What is the Water Cycle and Why is it Important?

What is the Water Cycle and Why is it Important?

This is post 1 of 3 of the Reef Healers Water Series.

Water’s remarkable journey: Providing life from the mountains to the seas.

The water cycle, also known as the hydrologic cycle, is the continuous movement of water on, above, and below the Earth's surface. This remarkable process is essential for maintaining balance, health, and vitality for all life on earth, including land and ocean ecosystems. Understanding the water cycle and how it connects all of us is crucial to recognizing the impacts human activities play on these resources and how each of us can better protect and preserve the ecosystems depending on this simple, yet highly complex system.
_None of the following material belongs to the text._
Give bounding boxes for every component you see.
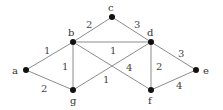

Keeping it simple, the water cycle begins when water evaporates from the earth, lakes, and oceans; or transpires from living plants as vapor before condensing in the atmosphere to form clouds. These clouds often move inland before releasing their weight as precipitation in the form of rain or snow. The water creates snowpacks, glaciers, lakes, aquifers, and fertile land, all of which are essential to balanced ecosystems. Although certain water resources such as glaciers may stay put for extended periods of time, most will continue the cycle as runoff in a journey downhill creating creeks, streams, and rivers or infiltrating into the ground to nourish life on its way to the sea.

Rivers act as an effective transportation system for water resources, food, nutrients, and mineral sediments to downstream ecosystems that depend on them. This critical role of connecting water resources from the mountains to the oceans acts like living veins that transport nutrients from one part of the body to another. This highway of life filters and cleans water as it flows through various materials, debris, and the river bed, removing impurities and pollutants. When rivers are healthy, they help ensure that the water reaching the ocean is clean, oxygenated, and free from various harmful pollutants, therefore benefiting the life forms that depend on river outputs in estuaries and at sea. In this way, rivers and other inland water sources play a vital role in the health of ocean ecosystems and the security of coral reefs. When rivers and lakes are polluted or damaged, this can disrupt the water cycle and quality, harming the sensitive health of coral reefs and ocean ecosystems.

The water cycle is a complex and interconnected system, and human activities can have significant positive and negative impacts on these delicate resources. Reef Healers is creating community passion to love and respect ALL stages of the water cycle from the slopes, along the creek in our backyard, or at the estuary feeding into the ocean. Promoting and maintaining a unified approach to this natural system ensures a healthy world for generations to come.